Controllable optical phase shift over one radian from a single isolated atom
A. Jechow, B. G. Norton, S. H\"andel, V. Bl\=ums, E. W. Streed, and D., Kielpinski

TL;DR
This paper demonstrates that a single trapped atom can induce a controllable optical phase shift exceeding one radian, validating atomic theory and enabling new quantum information applications.
Contribution
It provides the first direct measurement of a large optical phase shift from a single atom, confirming microscopic models of refractive index at the quantum level.
Findings
Measured a phase shift of 1.3 radians from a single atom
Validated the atomic theory model of phase shifts
Enabled potential quantum information protocols
Abstract
Fundamental optics such as lenses and prisms work by applying phase shifts to incoming light via the refractive index. In these macroscopic devices, many particles each contribute a miniscule phase shift, working together to impose a total phase shift of many radians. In principle, even a single isolated particle can apply a radian-level phase shift, but observing this phenomenon has proven challenging.
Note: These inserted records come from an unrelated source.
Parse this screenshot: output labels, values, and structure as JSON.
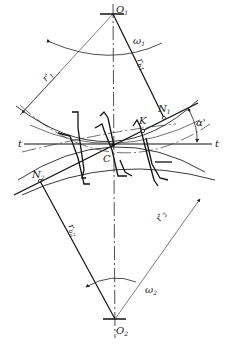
{
  "diagram": {
    "type": "gear-meshing-geometry",
    "colors": {
      "line": "#222222",
      "thin": "#444444",
      "background": "#ffffff"
    },
    "points": {
      "O1": {
        "label": "O",
        "sub": "1",
        "x": 113,
        "y": 10
      },
      "O2": {
        "label": "O",
        "sub": "2",
        "x": 115,
        "y": 323
      },
      "C": {
        "label": "C",
        "x": 113,
        "y": 146
      },
      "K": {
        "label": "K",
        "x": 143,
        "y": 131
      },
      "N1": {
        "label": "N",
        "sub": "1",
        "x": 164,
        "y": 118
      },
      "N2": {
        "label": "N",
        "sub": "2",
        "x": 40,
        "y": 181
      }
    },
    "labels": {
      "omega1": {
        "text": "ω",
        "sub": "1"
      },
      "omega2": {
        "text": "ω",
        "sub": "2"
      },
      "r1_prime": {
        "text": "r'",
        "sub": "1"
      },
      "r2_prime": {
        "text": "r'",
        "sub": "2"
      },
      "rb1": {
        "text": "r",
        "sub": "b1"
      },
      "rb2": {
        "text": "r",
        "sub": "b2"
      },
      "alpha_prime": {
        "text": "α'"
      },
      "t_left": {
        "text": "t"
      },
      "t_right": {
        "text": "t"
      }
    }
  }
}
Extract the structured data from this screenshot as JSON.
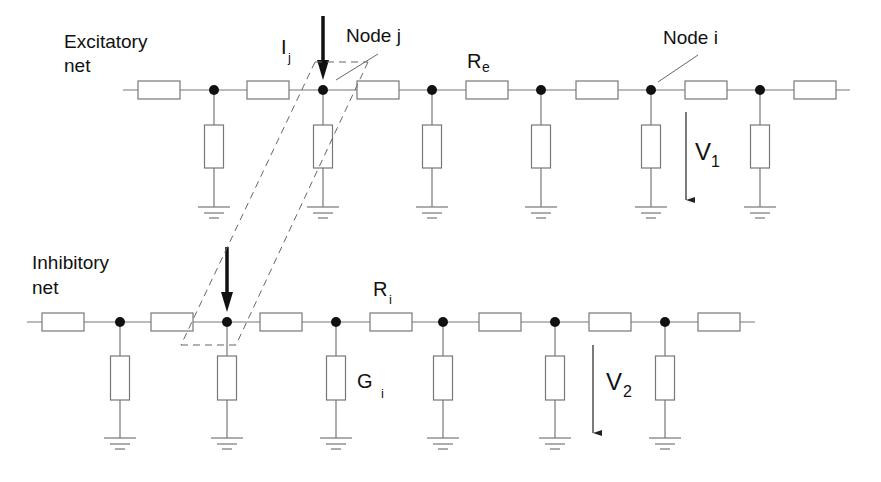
{
  "excitatory_net": {
    "label_line1": "Excitatory",
    "label_line2": "net",
    "resistor_label": "R",
    "resistor_label_sub": "e",
    "current_label": "I",
    "current_label_sub": "j",
    "node_j_label": "Node j",
    "node_i_label": "Node i",
    "voltage_label": "V",
    "voltage_label_sub": "1",
    "line_y": 90,
    "line_x_start": 123,
    "line_x_end": 850,
    "series_resistor_centers": [
      159,
      268,
      378,
      487,
      597,
      706,
      815
    ],
    "node_x": [
      214,
      323,
      432,
      541,
      651,
      760
    ]
  },
  "inhibitory_net": {
    "label_line1": "Inhibitory",
    "label_line2": "net",
    "resistor_label": "R",
    "resistor_label_sub": "i",
    "conductance_label": "G",
    "conductance_label_sub": "i",
    "voltage_label": "V",
    "voltage_label_sub": "2",
    "line_y": 322,
    "line_x_start": 27,
    "line_x_end": 755,
    "series_resistor_centers": [
      63,
      172,
      281,
      391,
      500,
      610,
      719
    ],
    "node_x": [
      120,
      227,
      336,
      443,
      555,
      665
    ]
  },
  "colors": {
    "wire": "#777777",
    "ink": "#111111",
    "background": "#ffffff"
  }
}
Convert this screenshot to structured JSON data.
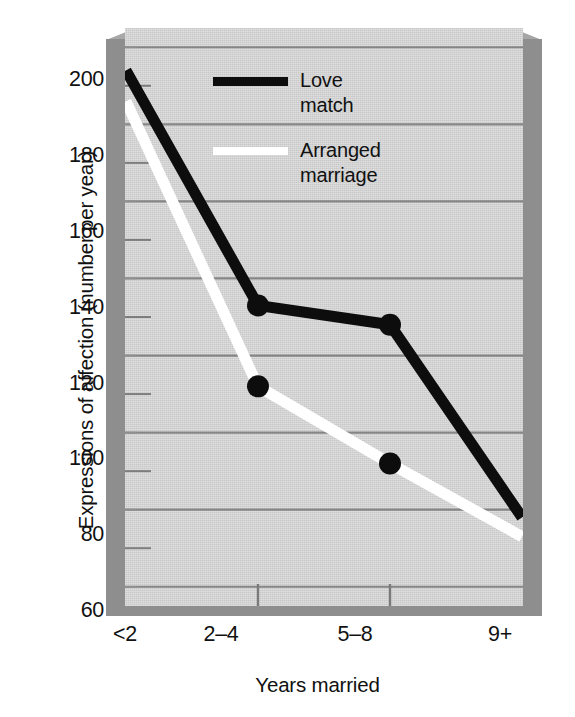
{
  "chart_data": {
    "type": "line",
    "title": "",
    "xlabel": "Years married",
    "ylabel": "Expressions of affection (number per year)",
    "categories": [
      "<2",
      "2–4",
      "5–8",
      "9+"
    ],
    "ylim": [
      55,
      205
    ],
    "yticks": [
      60,
      80,
      100,
      120,
      140,
      160,
      180,
      200
    ],
    "ytick_labels": [
      "60",
      "80",
      "100",
      "120",
      "140",
      "160",
      "180",
      "200"
    ],
    "minor_yticks": [
      70,
      90,
      110,
      130,
      150,
      170,
      190
    ],
    "grid": "horizontal-major-and-minor",
    "legend_position": "top-right-inside",
    "series": [
      {
        "name": "Love match",
        "label": "Love\nmatch",
        "color": "#0d0d0d",
        "marker": "filled-circle",
        "values": [
          194,
          133,
          128,
          78
        ]
      },
      {
        "name": "Arranged marriage",
        "label": "Arranged\nmarriage",
        "color": "#ffffff",
        "marker": "filled-circle",
        "values": [
          186,
          112,
          92,
          73
        ]
      }
    ]
  },
  "axes": {
    "y_title": "Expressions of affection (number per year)",
    "x_title": "Years married",
    "y_tick_labels": [
      "200",
      "180",
      "160",
      "140",
      "120",
      "100",
      "80",
      "60"
    ],
    "x_tick_labels": [
      "<2",
      "2–4",
      "5–8",
      "9+"
    ]
  },
  "legend": {
    "items": [
      {
        "label": "Love\nmatch",
        "color": "#0d0d0d"
      },
      {
        "label": "Arranged\nmarriage",
        "color": "#ffffff"
      }
    ]
  },
  "colors": {
    "plot_background": "#c8c8c8",
    "box_shadow": "#8e8e8e",
    "gridline": "#8a8a8a",
    "series_love_match": "#0d0d0d",
    "series_arranged_marriage": "#ffffff",
    "text": "#111111",
    "page_background": "#ffffff"
  }
}
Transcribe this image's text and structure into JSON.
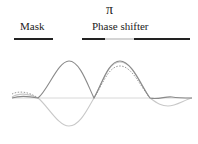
{
  "labels": {
    "mask": "Mask",
    "pi": "π",
    "phase_shifter": "Phase shifter"
  },
  "structure": {
    "mask_bar": {
      "x1": 14,
      "x2": 53
    },
    "phase_bar_left": {
      "x1": 82,
      "x2": 105
    },
    "phase_shifter_region": {
      "x1": 105,
      "x2": 134
    },
    "phase_bar_right": {
      "x1": 134,
      "x2": 190
    }
  },
  "colors": {
    "solid_curve": "#8a8a8a",
    "light_curve": "#c8c8c8",
    "dotted_curve": "#9a9a9a",
    "axis": "#d8d8d8",
    "bar": "#222222",
    "shifter": "#d4d4d4"
  },
  "curves": {
    "axis_y": 98,
    "solid": "Intensity / field amplitude: two positive peaks at x≈69 and x≈120",
    "light": "Phase-shifted field: negative lobe at x≈69, positive lobe at x≈120",
    "dotted": "Resulting intensity: peak near x≈120, reduced side lobes"
  }
}
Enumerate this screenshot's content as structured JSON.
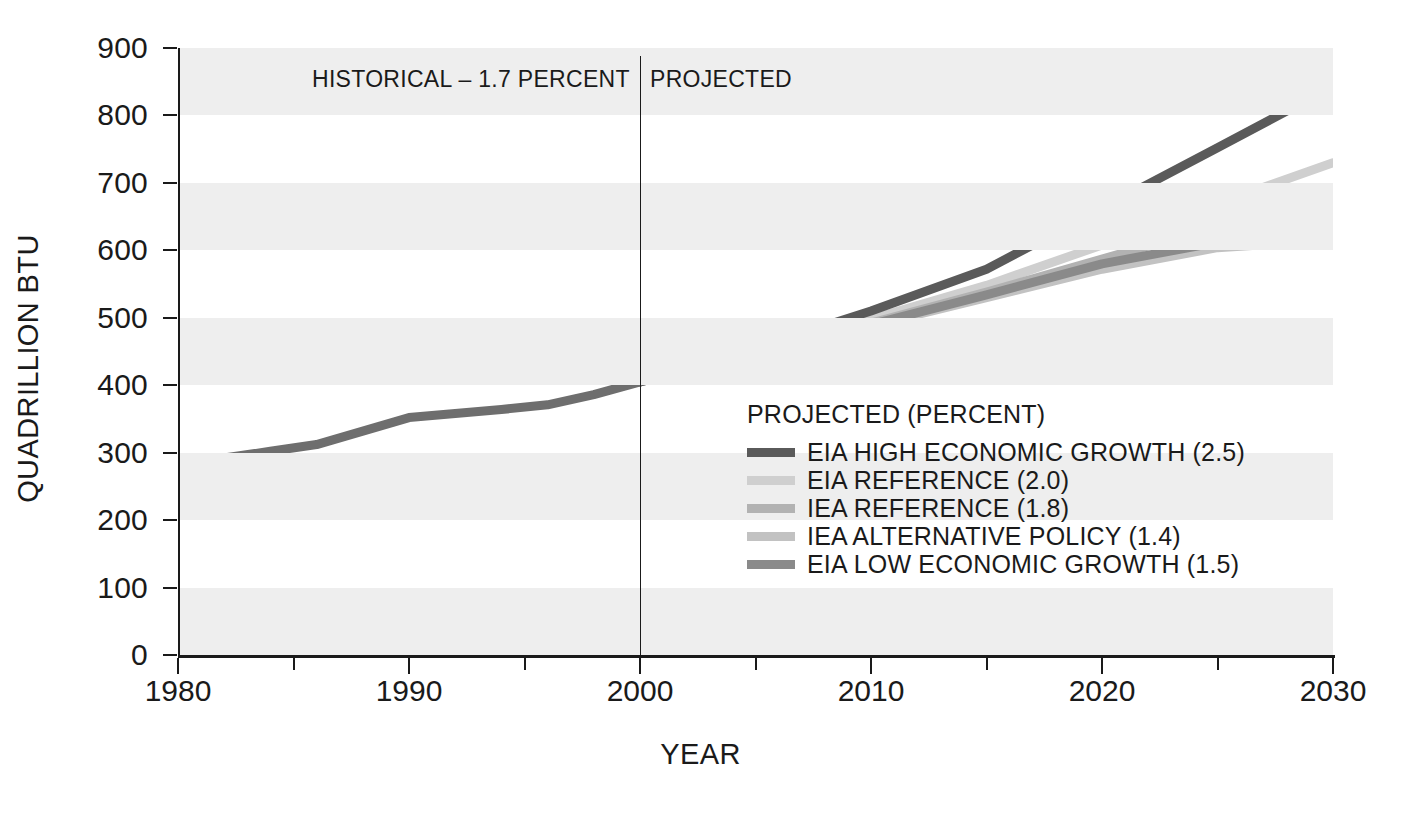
{
  "chart_data": {
    "type": "line",
    "title": "",
    "xlabel": "YEAR",
    "ylabel": "QUADRILLION BTU",
    "xlim": [
      1980,
      2030
    ],
    "ylim": [
      0,
      900
    ],
    "yticks": [
      0,
      100,
      200,
      300,
      400,
      500,
      600,
      700,
      800,
      900
    ],
    "xticks": [
      1980,
      1990,
      2000,
      2010,
      2020,
      2030
    ],
    "xminorticks": [
      1985,
      1995,
      2005,
      2015,
      2025
    ],
    "grid": "alternating-horizontal-bands",
    "banded_intervals": [
      [
        0,
        100
      ],
      [
        200,
        300
      ],
      [
        400,
        500
      ],
      [
        600,
        700
      ],
      [
        800,
        900
      ]
    ],
    "legend_position": "inside-center-right",
    "divider_year": 2000,
    "annotations": [
      {
        "text": "HISTORICAL – 1.7 PERCENT",
        "x": 1990,
        "y": 860
      },
      {
        "text": "PROJECTED",
        "x": 2004,
        "y": 860
      }
    ],
    "x": [
      1980,
      1985,
      1990,
      1995,
      2000,
      2005,
      2010,
      2015,
      2020,
      2025,
      2030
    ],
    "series": [
      {
        "name": "EIA HIGH ECONOMIC GROWTH (2.5)",
        "percent": 2.5,
        "color": "#5a5a5a",
        "values": [
          285,
          310,
          352,
          371,
          405,
          455,
          510,
          572,
          662,
          752,
          843
        ]
      },
      {
        "name": "EIA REFERENCE (2.0)",
        "percent": 2.0,
        "color": "#cfcfcf",
        "values": [
          285,
          310,
          352,
          371,
          405,
          450,
          498,
          548,
          608,
          669,
          730
        ]
      },
      {
        "name": "IEA REFERENCE (1.8)",
        "percent": 1.8,
        "color": "#b2b2b2",
        "values": [
          285,
          310,
          352,
          371,
          405,
          448,
          492,
          538,
          587,
          636,
          685
        ]
      },
      {
        "name": "IEA ALTERNATIVE POLICY (1.4)",
        "percent": 1.4,
        "color": "#c2c2c2",
        "values": [
          285,
          310,
          352,
          371,
          405,
          446,
          488,
          530,
          572,
          604,
          615
        ]
      },
      {
        "name": "EIA LOW ECONOMIC GROWTH (1.5)",
        "percent": 1.5,
        "color": "#8a8a8a",
        "values": [
          285,
          310,
          352,
          371,
          405,
          447,
          490,
          534,
          580,
          612,
          638
        ]
      }
    ],
    "historical_series": {
      "name": "HISTORICAL",
      "percent": 1.7,
      "color": "#6e6e6e",
      "x": [
        1980,
        1982,
        1984,
        1986,
        1988,
        1990,
        1992,
        1994,
        1996,
        1998,
        2000
      ],
      "values": [
        285,
        292,
        302,
        312,
        332,
        352,
        358,
        364,
        371,
        386,
        405
      ]
    }
  },
  "legend": {
    "title": "PROJECTED (PERCENT)",
    "items": [
      {
        "label": "EIA HIGH ECONOMIC GROWTH (2.5)",
        "color": "#5a5a5a"
      },
      {
        "label": "EIA REFERENCE (2.0)",
        "color": "#cfcfcf"
      },
      {
        "label": "IEA REFERENCE (1.8)",
        "color": "#b2b2b2"
      },
      {
        "label": "IEA ALTERNATIVE POLICY (1.4)",
        "color": "#c2c2c2"
      },
      {
        "label": "EIA LOW ECONOMIC GROWTH (1.5)",
        "color": "#8a8a8a"
      }
    ]
  },
  "annotations": {
    "historical": "HISTORICAL – 1.7 PERCENT",
    "projected": "PROJECTED"
  },
  "axes": {
    "ylabel": "QUADRILLION BTU",
    "xlabel": "YEAR",
    "yticks": [
      "900",
      "800",
      "700",
      "600",
      "500",
      "400",
      "300",
      "200",
      "100",
      "0"
    ],
    "xticks": [
      "1980",
      "1990",
      "2000",
      "2010",
      "2020",
      "2030"
    ]
  },
  "colors": {
    "band": "#eeeeee",
    "axis": "#1a1a1a",
    "text": "#1a1a1a"
  }
}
We have used a single trapped atomic ion to induce and measure a large optical phase shift of radians in light scattered by the atom. Spatial interferometry between the scattered light and unscattered illumination light enables us to isolate the phase shift in the scattered component. The phase shift achieves the maximum value allowed by atomic theory over the accessible range of laser frequencies, validating the microscopic model that underpins the macroscopic phenomenon…
Peer Reviews
No public reviews on file for this paper yet. If you reviewed it on a platform where reviews are public (OpenReview, ICLR, NeurIPS, ICML), you can paste yours below so the community can read it here.
Videos
No videos yet. Explain this paper in a talk, walkthrough, or lecture? Add one.